1.4. The present investigation: the importance of slots and contiguity

The present paper elaborates on the Two-Mechanism Account by investigating the influence of the presence or absence of slots for two types of action verbs: on the one hand, agent-evocator verbs, which carry a presuppositional slot associated with the evocator argument, and which is assumed to trigger explanations about this argument. On the other hand, we also included causative agent-patient verbs that are slot-less in the sense of the Empty Slot Theory. The latter verbs were chosen to be able to additionally investigate the assumption in previous research that verb causality is an important determinant of I-Caus and I-Cons coreference biases (Hartshorne and Snedeker, 2013; Hartshorne et al., 2015). Consequently, the present paper complements the investigation in Solstad and Bott (2022) in terms of its empirical coverage.

The Two-Mechanism Account makes a number of predictions for agent-evocator and agent-patient verbs. These predictions pertain to both coreference and coherence biases. For this reason, our experiments will investigate not only coreference biases (Exp. 1), but also the distribution of coherence relations (Exp. 2) and a fine-grained typology of causal relations (for explanations and consequences; Exp. 3).

First, the Empty Slot Theory predicts that agent-evocator verbs, which carry a slot for explanatory content associated with the object, should display a strong I-Caus object bias. On the contrary, agent-patient verbs involve no such slot, and should thus display a (more) balanced bias. Given that neither verb class involves a slot for consequences, and since the end point of the event introduced by these verbs is associated with their object argument, we predict from the Contiguity Principle a strong I-Cons object bias for both verb classes.

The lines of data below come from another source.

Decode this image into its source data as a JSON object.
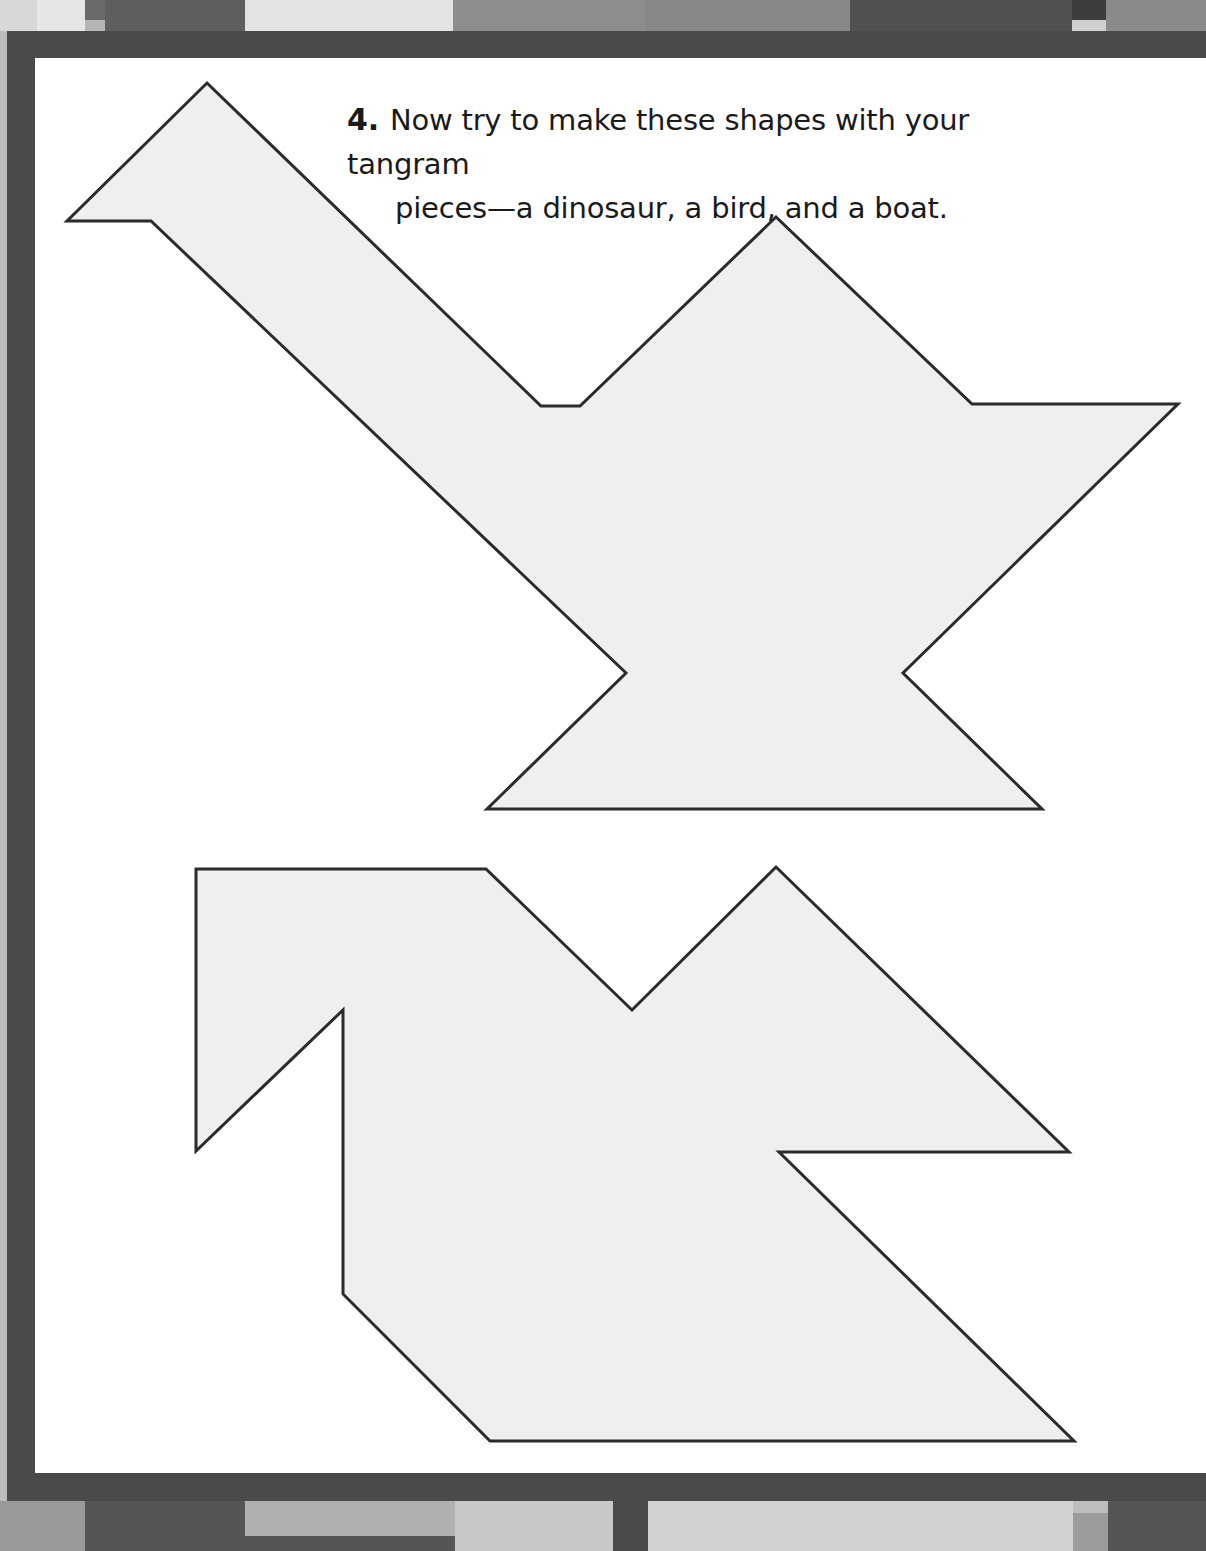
{
  "instruction": {
    "number": "4.",
    "line1": "Now try to make these shapes with your tangram",
    "line2": "pieces—a dinosaur, a bird, and a boat."
  },
  "colors": {
    "frame": "#4a4a4a",
    "page": "#ffffff",
    "shape_fill": "#efefef",
    "shape_stroke": "#2b2b2b"
  },
  "shapes": [
    {
      "name": "dinosaur-silhouette",
      "points": "207,83 541,406 580,406 776,217 972,404 1178,404 903,673 1042,809 487,809 626,673 151,221 67,221"
    },
    {
      "name": "bird-silhouette",
      "points": "196,869 486,869 632,1010 776,867 1069,1152 779,1152 1074,1441 490,1441 343,1294 343,1010 196,1151"
    }
  ]
}
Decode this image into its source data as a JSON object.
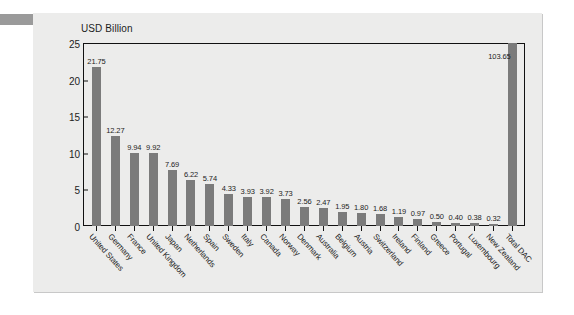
{
  "chart_data": {
    "type": "bar",
    "title": "",
    "axis_title": "USD Billion",
    "xlabel": "",
    "ylabel": "USD Billion",
    "ylim": [
      0,
      25
    ],
    "yticks": [
      0,
      5,
      10,
      15,
      20,
      25
    ],
    "grid": false,
    "legend": null,
    "bar_color": "#7b7b7b",
    "panel_color": "#ececeb",
    "note": "Final bar (Total DAC) value 103.65 exceeds the axis maximum and is drawn clipped at the top of the plot frame.",
    "categories": [
      "United States",
      "Germany",
      "France",
      "United Kingdom",
      "Japan",
      "Netherlands",
      "Spain",
      "Sweden",
      "Italy",
      "Canada",
      "Norway",
      "Denmark",
      "Australia",
      "Belgium",
      "Austria",
      "Switzerland",
      "Ireland",
      "Finland",
      "Greece",
      "Portugal",
      "Luxembourg",
      "New Zealand",
      "Total DAC"
    ],
    "values": [
      21.75,
      12.27,
      9.94,
      9.92,
      7.69,
      6.22,
      5.74,
      4.33,
      3.93,
      3.92,
      3.73,
      2.56,
      2.47,
      1.95,
      1.8,
      1.68,
      1.19,
      0.97,
      0.5,
      0.4,
      0.38,
      0.32,
      103.65
    ],
    "value_labels": [
      "21.75",
      "12.27",
      "9.94",
      "9.92",
      "7.69",
      "6.22",
      "5.74",
      "4.33",
      "3.93",
      "3.92",
      "3.73",
      "2.56",
      "2.47",
      "1.95",
      "1.80",
      "1.68",
      "1.19",
      "0.97",
      "0.50",
      "0.40",
      "0.38",
      "0.32",
      "103.65"
    ]
  }
}
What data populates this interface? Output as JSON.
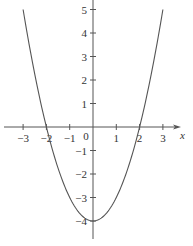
{
  "chart_data": {
    "type": "line",
    "title": "",
    "function": "y = x^2 - 4",
    "xlabel": "x",
    "ylabel": "",
    "xlim": [
      -3.3,
      3.4
    ],
    "ylim": [
      -4.7,
      5.4
    ],
    "grid": false,
    "x_ticks": [
      -3,
      -2,
      -1,
      1,
      2,
      3
    ],
    "x_tick_labels": [
      "−3",
      "−2",
      "−1",
      "1",
      "2",
      "3"
    ],
    "y_ticks": [
      5,
      4,
      3,
      2,
      1,
      -1,
      -2,
      -3,
      -4
    ],
    "y_tick_labels": [
      "5",
      "4",
      "3",
      "2",
      "1",
      "−1",
      "−2",
      "−3",
      "−4"
    ],
    "origin_label": "0",
    "series": [
      {
        "name": "parabola",
        "x": [
          -3,
          -2.5,
          -2,
          -1.5,
          -1,
          -0.5,
          0,
          0.5,
          1,
          1.5,
          2,
          2.5,
          3
        ],
        "y": [
          5,
          2.25,
          0,
          -1.75,
          -3,
          -3.75,
          -4,
          -3.75,
          -3,
          -1.75,
          0,
          2.25,
          5
        ]
      }
    ],
    "color": "#555555"
  }
}
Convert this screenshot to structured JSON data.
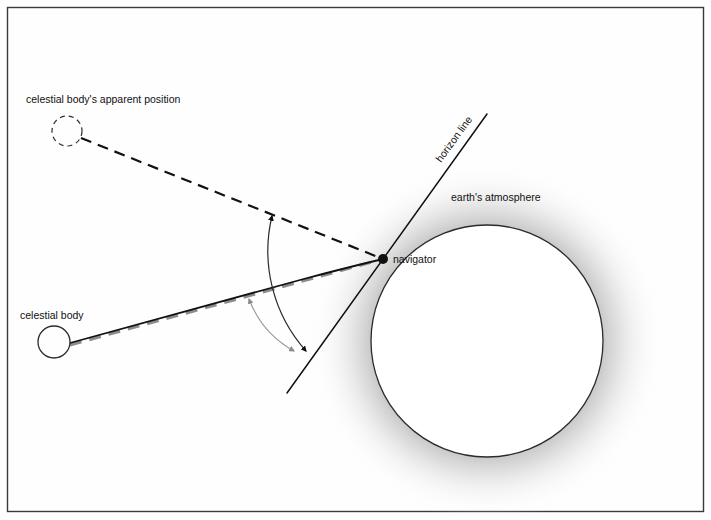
{
  "figure": {
    "background_color": "#fefefe",
    "border_color": "#3a3a3a"
  },
  "labels": {
    "apparent_position": "celestial body's apparent position",
    "celestial_body": "celestial body",
    "navigator": "navigator",
    "horizon_line": "horizon line",
    "earths_atmosphere": "earth's atmosphere"
  },
  "colors": {
    "line_black": "#111111",
    "line_gray": "#8c8c8c",
    "atmosphere_gray": "#b9b9b9",
    "earth_outline": "#2b2b2b",
    "earth_fill": "#ffffff",
    "border": "#3a3a3a"
  },
  "geometry": {
    "navigator_point": {
      "x": 383,
      "y": 259,
      "r": 5
    },
    "apparent_body_circle": {
      "x": 67,
      "y": 131,
      "r": 15,
      "style": "dashed"
    },
    "celestial_body_circle": {
      "x": 54,
      "y": 342,
      "r": 16,
      "style": "solid"
    },
    "earth_circle": {
      "x": 487,
      "y": 341,
      "r": 116
    },
    "atmosphere_outer_r": 180,
    "horizon_line": {
      "x1": 487,
      "y1": 114,
      "x2": 287,
      "y2": 393
    },
    "apparent_ray": {
      "x1": 81,
      "y1": 138,
      "x2": 383,
      "y2": 259,
      "style": "dashed-black"
    },
    "true_ray_straight": {
      "x1": 69,
      "y1": 345,
      "x2": 383,
      "y2": 259,
      "style": "dashed-gray"
    },
    "refracted_ray": {
      "x1": 69,
      "y1": 343,
      "x2": 383,
      "y2": 259,
      "style": "solid-curved-black"
    },
    "apparent_altitude_arc": {
      "from": [
        272,
        214
      ],
      "to": [
        307,
        353
      ],
      "color": "#111111"
    },
    "true_altitude_arc": {
      "from": [
        248,
        297
      ],
      "to": [
        295,
        353
      ],
      "color": "#8c8c8c"
    }
  },
  "label_positions": {
    "apparent_position": {
      "x": 26,
      "y": 103
    },
    "celestial_body": {
      "x": 20,
      "y": 319
    },
    "navigator": {
      "x": 392,
      "y": 263
    },
    "horizon_line": {
      "x": 441,
      "y": 163,
      "rotation": -54
    },
    "earths_atmosphere": {
      "x": 451,
      "y": 201
    }
  }
}
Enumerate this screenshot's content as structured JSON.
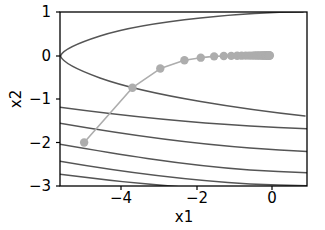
{
  "chart_data": {
    "type": "line",
    "title": "",
    "subtitle": "",
    "xlabel": "x1",
    "ylabel": "x2",
    "xlim": [
      -5.65,
      1.0
    ],
    "ylim": [
      -3.0,
      1.0
    ],
    "xticks": [
      -4,
      -2,
      0
    ],
    "xticklabels": [
      "−4",
      "−2",
      "0"
    ],
    "yticks": [
      1,
      0,
      -1,
      -2,
      -3
    ],
    "yticklabels": [
      "1",
      "0",
      "−1",
      "−2",
      "−3"
    ],
    "grid": false,
    "legend": null,
    "series": [
      {
        "name": "optimization-trajectory",
        "type": "line-with-markers",
        "color": "#adadad",
        "marker": "circle",
        "x": [
          -5.0,
          -3.7,
          -2.95,
          -2.3,
          -1.86,
          -1.5,
          -1.24,
          -1.04,
          -0.88,
          -0.76,
          -0.65,
          -0.56,
          -0.48,
          -0.41,
          -0.35,
          -0.3,
          -0.25,
          -0.21,
          -0.18,
          -0.15,
          -0.12,
          -0.1,
          -0.08,
          -0.06,
          -0.05,
          -0.04,
          -0.03,
          -0.02,
          -0.01,
          0.0
        ],
        "y": [
          -2.0,
          -0.74,
          -0.3,
          -0.11,
          -0.05,
          -0.02,
          -0.012,
          -0.008,
          -0.005,
          -0.004,
          -0.003,
          -0.002,
          -0.002,
          -0.001,
          -0.001,
          -0.001,
          0.0,
          0.0,
          0.0,
          0.0,
          0.0,
          0.0,
          0.0,
          0.0,
          0.0,
          0.0,
          0.0,
          0.0,
          0.0,
          0.0
        ]
      }
    ],
    "contours": {
      "color": "#555555",
      "description": "nested rightward-opening parabolic level sets of an objective function with vertex region near (-5.7, 0)",
      "levels": [
        {
          "name": "closed-parabola-upper-lower",
          "vertex_x": -5.72,
          "vertex_y": 0.0,
          "coeff": 0.0705
        },
        {
          "name": "branch-1",
          "left_y": -1.22,
          "right_y": -1.27
        },
        {
          "name": "branch-2",
          "left_y": -1.6,
          "right_y": -1.75
        },
        {
          "name": "branch-3",
          "left_y": -2.08,
          "right_y": -2.2
        },
        {
          "name": "branch-4",
          "left_y": -2.48,
          "right_y": -2.58
        },
        {
          "name": "branch-5",
          "left_y": -2.78,
          "right_y": -2.88
        }
      ]
    }
  }
}
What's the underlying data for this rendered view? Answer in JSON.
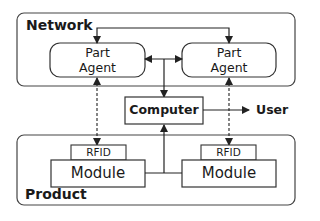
{
  "diagram": {
    "network": {
      "title": "Network"
    },
    "product": {
      "title": "Product"
    },
    "agents": [
      {
        "line1": "Part",
        "line2": "Agent"
      },
      {
        "line1": "Part",
        "line2": "Agent"
      }
    ],
    "computer": {
      "label": "Computer"
    },
    "user": {
      "label": "User"
    },
    "modules": [
      {
        "tag": "RFID",
        "label": "Module"
      },
      {
        "tag": "RFID",
        "label": "Module"
      }
    ],
    "connections": [
      {
        "from": "agent-left",
        "to": "agent-right",
        "style": "solid",
        "arrows": "both",
        "route": "top"
      },
      {
        "from": "agent-left",
        "to": "agent-right",
        "style": "solid",
        "arrows": "both",
        "route": "middle"
      },
      {
        "from": "agent-junction",
        "to": "computer",
        "style": "solid",
        "arrows": "end"
      },
      {
        "from": "computer",
        "to": "user",
        "style": "solid",
        "arrows": "end"
      },
      {
        "from": "module-junction",
        "to": "computer",
        "style": "solid",
        "arrows": "end"
      },
      {
        "from": "rfid-left",
        "to": "agent-left",
        "style": "dashed",
        "arrows": "both"
      },
      {
        "from": "rfid-right",
        "to": "agent-right",
        "style": "dashed",
        "arrows": "both"
      }
    ],
    "colors": {
      "stroke": "#333333",
      "background": "#ffffff",
      "text": "#1a1a1a"
    }
  }
}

As to discourse relations, we can derive the prediction that the respective presence and absence of an explanatory slot in the two verb classes should lead to a difference in the distribution of explanations and consequences. Whereas agent-evocator verbs should trigger explanations as predicted by the Empty Slot Theory, agent-patient verbs should, following the Contiguity Principle, trigger more consequences than agent-evocator verbs, and, possibly, more consequences than explanations.3

With regard to causal discourse relations, we predict explanations and consequences to display distinct patterns, and more interestingly, agent-evocator and agent-patient verbs to differ in their distribution of explanation types, deriving from the respective presence and absence of an explanatory slot, which triggers particular types of explanations in agent-evocator verbs. At the same time, no difference is predicted in the types of consequences for the two verb classes, since these are driven by factors more independent of verb class.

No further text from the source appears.